On Monday, July 8, 2024, Yad vashem will inaugurate the new Moshal Shoah Legacy Campus with the David and Fela Shapell Family Collections Center at its center.
The opening ceremony will be attended by President of Israel Isaac Herzog, Rabbi Israel Meir Lau, Chairman of the Yad Vashem Council, and Yad Vashem President Dani Dayan. Representatives of the Moshal and Shapell families, as well as many other donors and dignitaries, will also attend. This historic event marks an important milestone in the preservation and commemoration of Holocaust history.
President Dani Dayan declared that “the inauguration of the Moshal Shoah Legacy Campus and the David and Fela Shapell Family Collections Center It is a monumental achievement in our continuing mission to preserve the history and legacy of the Holocaust. This facility ensures that future generations will have access to the personal stories and historical documents that are vital to understanding and remembering the atrocities of the past. “We are deeply grateful to the Moshal and Shapell families, and all of our supporters, for their unwavering commitment to this cause.”
The night before, Sunday, July 7, 2024, Yad Vashem will host a commemorative concert at the Jerusalem Theater to mark the inauguration of the new Campus and Collections Center. This event will feature performances by the Jerusalem Symphony Orchestra, the Neve Shir Women's Choir and Violins of Hope.
Additionally, there will be a special performance by IDF reservist Mordechai Shenvald, who was wounded in November 2023 in Gaza during Operation Iron Sword. Mordechai, whose grandfather was liberated from the Auschwitz-Birkenau concentration and extermination camp in January 1945, will perform using a violin that belonged to Motele Schlein, a 12-year-old Jewish partisan who fought in the forests against the German Nazis.
Motele witnessed the murder of his family while hiding in an attic. Grabbing the violin from him, he fled into the forest where he joined the partisans. When German soldiers ambushed his unit, Motele rushed to warn the fighters.
Motele, unfortunately, was injured by a gunshot. With his last breath he asked: “Will I be able to see my parents and my sister now?”.
His violin was saved by a fellow partisan and donated to Yad Vashem, with the request that it continue to be played for future generations, proof that the Nazis failed to silence the moving melodies of Motele's violin. Motele's history and violin have found their eternal home as part of Yad Vashem's vast Artifact Collection and are on permanent display at the Holocaust History Museum.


◆ WHAT IS BEING ASKED ◆
Where does the word "holding" occur in the data below? Copy each line that holds it.

Recorded data:
────────────────────

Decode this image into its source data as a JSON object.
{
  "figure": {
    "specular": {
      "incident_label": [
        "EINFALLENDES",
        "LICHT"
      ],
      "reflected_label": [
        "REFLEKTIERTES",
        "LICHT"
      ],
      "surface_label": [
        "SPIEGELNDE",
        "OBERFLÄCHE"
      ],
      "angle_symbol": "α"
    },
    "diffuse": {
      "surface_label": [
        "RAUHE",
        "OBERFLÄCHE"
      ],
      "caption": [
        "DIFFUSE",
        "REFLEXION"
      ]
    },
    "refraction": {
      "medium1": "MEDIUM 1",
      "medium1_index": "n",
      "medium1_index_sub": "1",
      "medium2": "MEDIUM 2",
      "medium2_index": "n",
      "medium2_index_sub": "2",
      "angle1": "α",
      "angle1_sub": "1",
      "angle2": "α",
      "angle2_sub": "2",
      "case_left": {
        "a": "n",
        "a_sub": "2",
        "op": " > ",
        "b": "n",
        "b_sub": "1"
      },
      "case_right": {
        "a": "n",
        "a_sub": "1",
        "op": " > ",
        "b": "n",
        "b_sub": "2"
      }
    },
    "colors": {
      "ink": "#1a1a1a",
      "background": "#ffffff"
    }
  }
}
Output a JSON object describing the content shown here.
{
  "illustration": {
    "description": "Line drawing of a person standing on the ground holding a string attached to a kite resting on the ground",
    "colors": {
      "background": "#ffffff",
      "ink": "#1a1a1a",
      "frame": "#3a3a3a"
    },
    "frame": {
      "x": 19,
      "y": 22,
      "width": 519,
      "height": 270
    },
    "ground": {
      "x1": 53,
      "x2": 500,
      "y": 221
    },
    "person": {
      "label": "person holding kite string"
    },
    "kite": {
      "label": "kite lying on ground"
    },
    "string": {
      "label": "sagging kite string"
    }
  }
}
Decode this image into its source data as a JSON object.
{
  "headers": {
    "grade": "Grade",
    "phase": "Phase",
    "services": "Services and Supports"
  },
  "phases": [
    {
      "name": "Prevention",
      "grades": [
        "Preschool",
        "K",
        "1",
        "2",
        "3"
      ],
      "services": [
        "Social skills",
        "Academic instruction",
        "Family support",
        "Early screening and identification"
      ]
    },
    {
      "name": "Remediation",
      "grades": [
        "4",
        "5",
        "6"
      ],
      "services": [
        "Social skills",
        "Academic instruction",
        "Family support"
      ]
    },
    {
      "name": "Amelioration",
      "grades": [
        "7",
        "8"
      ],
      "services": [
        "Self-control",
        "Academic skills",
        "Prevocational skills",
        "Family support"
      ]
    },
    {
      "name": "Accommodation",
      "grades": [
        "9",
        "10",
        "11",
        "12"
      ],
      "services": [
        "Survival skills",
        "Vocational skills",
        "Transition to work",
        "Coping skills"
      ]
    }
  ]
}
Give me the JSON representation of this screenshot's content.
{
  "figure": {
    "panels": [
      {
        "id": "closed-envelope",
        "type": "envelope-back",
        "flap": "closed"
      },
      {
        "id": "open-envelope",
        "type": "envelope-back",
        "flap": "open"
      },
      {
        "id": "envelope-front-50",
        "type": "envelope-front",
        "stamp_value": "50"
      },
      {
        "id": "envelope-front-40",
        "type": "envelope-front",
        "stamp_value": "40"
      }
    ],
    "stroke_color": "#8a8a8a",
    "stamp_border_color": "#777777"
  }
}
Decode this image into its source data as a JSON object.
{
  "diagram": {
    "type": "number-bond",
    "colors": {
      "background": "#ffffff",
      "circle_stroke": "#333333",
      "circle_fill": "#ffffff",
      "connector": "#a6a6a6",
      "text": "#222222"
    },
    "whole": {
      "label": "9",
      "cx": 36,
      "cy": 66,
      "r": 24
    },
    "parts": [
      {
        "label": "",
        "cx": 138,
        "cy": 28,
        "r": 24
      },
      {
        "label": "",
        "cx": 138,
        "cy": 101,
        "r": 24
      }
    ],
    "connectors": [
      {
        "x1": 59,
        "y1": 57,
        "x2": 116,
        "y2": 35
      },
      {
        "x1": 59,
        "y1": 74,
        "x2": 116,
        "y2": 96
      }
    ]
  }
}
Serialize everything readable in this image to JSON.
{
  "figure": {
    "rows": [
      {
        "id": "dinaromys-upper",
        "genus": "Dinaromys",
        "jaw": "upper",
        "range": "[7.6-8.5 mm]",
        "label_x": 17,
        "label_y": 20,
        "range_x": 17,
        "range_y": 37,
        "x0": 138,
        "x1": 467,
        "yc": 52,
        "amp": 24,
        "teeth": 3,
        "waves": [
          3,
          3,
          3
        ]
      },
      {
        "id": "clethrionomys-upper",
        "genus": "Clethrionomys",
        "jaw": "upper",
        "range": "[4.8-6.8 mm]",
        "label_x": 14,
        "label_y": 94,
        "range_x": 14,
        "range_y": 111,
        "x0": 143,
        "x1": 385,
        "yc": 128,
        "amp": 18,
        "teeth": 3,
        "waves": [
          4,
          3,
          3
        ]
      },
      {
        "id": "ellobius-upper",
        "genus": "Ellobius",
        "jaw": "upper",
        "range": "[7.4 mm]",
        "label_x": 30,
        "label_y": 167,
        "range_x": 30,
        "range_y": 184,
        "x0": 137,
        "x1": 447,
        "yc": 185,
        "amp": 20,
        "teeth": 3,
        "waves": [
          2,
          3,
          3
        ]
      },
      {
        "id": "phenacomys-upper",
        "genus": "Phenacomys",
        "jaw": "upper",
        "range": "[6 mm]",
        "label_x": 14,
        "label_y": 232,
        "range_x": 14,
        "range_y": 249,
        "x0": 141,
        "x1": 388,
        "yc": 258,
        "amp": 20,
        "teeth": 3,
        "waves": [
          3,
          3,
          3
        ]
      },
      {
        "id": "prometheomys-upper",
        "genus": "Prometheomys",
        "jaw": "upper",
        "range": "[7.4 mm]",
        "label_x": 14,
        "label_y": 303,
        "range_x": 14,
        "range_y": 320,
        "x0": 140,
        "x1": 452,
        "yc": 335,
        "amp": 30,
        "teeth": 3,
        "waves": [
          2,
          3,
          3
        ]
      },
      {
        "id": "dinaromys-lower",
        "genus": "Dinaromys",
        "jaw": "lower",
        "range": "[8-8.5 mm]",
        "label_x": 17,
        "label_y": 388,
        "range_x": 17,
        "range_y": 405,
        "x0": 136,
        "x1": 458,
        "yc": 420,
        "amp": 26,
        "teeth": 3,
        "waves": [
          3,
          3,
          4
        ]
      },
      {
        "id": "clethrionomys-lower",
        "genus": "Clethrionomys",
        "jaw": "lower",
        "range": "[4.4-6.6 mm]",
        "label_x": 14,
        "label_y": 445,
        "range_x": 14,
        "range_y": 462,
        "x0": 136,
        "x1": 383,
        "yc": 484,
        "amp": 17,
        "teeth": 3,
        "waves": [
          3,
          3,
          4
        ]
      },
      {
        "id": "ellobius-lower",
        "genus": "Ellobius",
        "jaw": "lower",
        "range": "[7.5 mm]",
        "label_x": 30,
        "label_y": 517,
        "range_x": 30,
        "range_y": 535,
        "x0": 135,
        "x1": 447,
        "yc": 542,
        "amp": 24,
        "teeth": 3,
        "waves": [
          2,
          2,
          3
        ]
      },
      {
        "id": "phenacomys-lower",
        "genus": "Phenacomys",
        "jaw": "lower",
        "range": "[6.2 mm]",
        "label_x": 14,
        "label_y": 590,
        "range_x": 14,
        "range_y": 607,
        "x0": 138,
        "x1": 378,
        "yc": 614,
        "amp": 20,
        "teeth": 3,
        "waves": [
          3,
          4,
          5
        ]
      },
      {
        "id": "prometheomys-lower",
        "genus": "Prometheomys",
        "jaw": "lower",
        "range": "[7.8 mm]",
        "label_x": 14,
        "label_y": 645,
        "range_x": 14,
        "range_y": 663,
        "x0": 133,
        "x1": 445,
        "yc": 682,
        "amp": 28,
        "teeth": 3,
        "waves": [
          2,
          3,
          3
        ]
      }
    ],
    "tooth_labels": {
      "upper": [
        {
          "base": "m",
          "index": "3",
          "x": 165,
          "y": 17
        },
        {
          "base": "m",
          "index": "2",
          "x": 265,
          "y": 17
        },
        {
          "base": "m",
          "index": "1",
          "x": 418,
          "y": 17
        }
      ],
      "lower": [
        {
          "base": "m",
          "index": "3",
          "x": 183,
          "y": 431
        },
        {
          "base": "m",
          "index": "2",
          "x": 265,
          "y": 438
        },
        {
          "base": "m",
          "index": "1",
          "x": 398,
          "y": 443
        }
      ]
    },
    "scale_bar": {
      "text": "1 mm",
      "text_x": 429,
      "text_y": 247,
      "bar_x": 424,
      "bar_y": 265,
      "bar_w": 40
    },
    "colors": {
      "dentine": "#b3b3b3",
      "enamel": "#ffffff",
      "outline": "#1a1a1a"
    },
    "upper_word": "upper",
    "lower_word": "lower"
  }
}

────────────────────

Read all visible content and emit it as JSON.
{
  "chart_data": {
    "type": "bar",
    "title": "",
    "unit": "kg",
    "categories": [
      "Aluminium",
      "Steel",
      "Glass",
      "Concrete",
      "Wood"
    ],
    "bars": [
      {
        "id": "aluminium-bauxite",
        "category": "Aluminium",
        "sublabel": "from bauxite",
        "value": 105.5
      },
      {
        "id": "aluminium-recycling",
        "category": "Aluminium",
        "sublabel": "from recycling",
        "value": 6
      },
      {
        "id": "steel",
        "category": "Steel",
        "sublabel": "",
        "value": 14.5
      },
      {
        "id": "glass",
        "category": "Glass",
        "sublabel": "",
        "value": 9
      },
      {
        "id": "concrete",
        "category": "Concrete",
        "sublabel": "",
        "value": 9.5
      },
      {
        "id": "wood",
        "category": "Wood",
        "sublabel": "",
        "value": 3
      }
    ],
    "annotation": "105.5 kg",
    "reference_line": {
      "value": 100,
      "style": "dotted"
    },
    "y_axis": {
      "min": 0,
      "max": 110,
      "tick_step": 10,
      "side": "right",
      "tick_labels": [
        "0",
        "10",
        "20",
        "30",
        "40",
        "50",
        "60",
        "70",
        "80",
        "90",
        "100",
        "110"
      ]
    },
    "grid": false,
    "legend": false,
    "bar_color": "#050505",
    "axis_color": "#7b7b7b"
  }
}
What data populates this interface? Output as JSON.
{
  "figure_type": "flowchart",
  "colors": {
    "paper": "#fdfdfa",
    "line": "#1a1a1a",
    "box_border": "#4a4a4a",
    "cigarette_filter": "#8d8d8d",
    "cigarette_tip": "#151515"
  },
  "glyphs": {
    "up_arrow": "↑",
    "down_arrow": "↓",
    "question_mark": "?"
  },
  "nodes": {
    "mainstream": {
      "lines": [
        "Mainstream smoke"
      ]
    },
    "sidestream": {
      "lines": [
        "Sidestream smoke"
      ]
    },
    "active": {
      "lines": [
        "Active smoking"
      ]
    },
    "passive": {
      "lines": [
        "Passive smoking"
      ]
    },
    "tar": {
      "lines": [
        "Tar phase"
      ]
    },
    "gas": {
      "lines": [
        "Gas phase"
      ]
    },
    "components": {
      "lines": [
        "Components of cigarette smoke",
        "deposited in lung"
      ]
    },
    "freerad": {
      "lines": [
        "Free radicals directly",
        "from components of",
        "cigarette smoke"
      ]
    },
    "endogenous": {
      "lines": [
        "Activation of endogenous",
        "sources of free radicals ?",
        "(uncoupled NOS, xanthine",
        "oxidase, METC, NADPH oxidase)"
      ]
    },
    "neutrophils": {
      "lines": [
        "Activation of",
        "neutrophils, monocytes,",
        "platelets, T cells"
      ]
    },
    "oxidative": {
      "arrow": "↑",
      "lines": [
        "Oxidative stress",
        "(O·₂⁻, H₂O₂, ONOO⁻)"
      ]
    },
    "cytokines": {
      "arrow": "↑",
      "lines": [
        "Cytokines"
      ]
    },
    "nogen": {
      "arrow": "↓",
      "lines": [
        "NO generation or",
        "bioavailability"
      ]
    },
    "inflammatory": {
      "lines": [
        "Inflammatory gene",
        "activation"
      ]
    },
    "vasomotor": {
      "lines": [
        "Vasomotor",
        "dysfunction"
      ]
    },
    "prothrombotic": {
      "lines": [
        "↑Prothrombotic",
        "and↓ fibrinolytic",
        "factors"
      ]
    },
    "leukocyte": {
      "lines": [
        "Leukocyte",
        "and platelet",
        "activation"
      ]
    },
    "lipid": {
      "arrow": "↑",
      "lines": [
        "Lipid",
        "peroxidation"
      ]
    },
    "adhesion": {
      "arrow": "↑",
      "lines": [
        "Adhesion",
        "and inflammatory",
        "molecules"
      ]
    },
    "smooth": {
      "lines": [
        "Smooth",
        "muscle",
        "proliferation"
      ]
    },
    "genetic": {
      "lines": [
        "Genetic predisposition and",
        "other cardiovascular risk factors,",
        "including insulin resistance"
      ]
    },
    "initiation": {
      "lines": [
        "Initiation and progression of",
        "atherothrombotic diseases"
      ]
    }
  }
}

────────────────────

◆ RESPONSE FOR THIS EXERCISE ◆
    "description": "Line drawing of a person standing on the ground holding a string attached to a kite resting on the ground",
      "label": "person holding kite string"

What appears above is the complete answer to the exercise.